In comparative tests with earlier models, MetaDiT showed a smaller error rate in reproducing target spectra. The researchers evaluated not only the mean deviation across the entire curve but also the accumulated error along the frequency axis – that is, how accurately the model hits each point of the spectrum. Moreover, MetaDiT is more stable: in subsequent generations of the same task, the result deviation is minimal.
The model generates a single elementary metasurface cell – a microscopic building block smaller than the wavelength of light. To create a working device, such as a flat lens or a filter, these cells are assembled into a two-dimensional array, like a puzzle. Different points on the device require cells with different optical properties, and the model can generate them to meet specific requirements.

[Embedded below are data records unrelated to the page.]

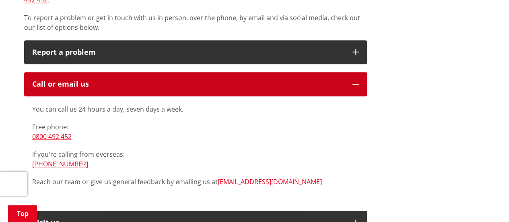 The width and height of the screenshot is (509, 222). Describe the element at coordinates (188, 52) in the screenshot. I see `p: Report a problem` at that location.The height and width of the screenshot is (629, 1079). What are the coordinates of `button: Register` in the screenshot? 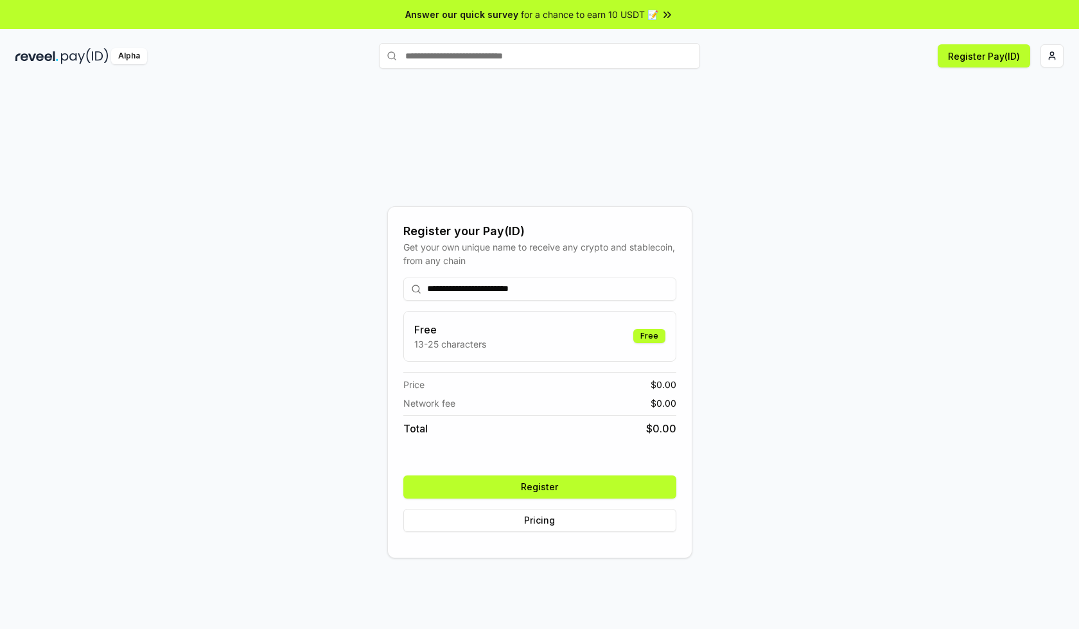 It's located at (539, 487).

Developed over the course of 18 months at the joint research center at Harbin Engineering University in Qingdao (China) within ITMO’s initiative in integral photonics, the project brought together specialists in photonics, metamaterials, and machine learning. The corresponding paper has been accepted to the upcoming AAAI conference in Singapore, one of the most prestigious global conferences in AI.
Next on the research team’s agenda is teaching the model to take into account the real production conditions: the minimal possible element sizes and sensitivity to defects in production. After that, the researchers plan to move from generating individual cells to designing complete devices – flat lenses for cameras, optical sensors, and chips for integrated photonics, where light is used to transmit and process information inside microchips. The final step will be to construct the structures in the lab and verify their real optical properties.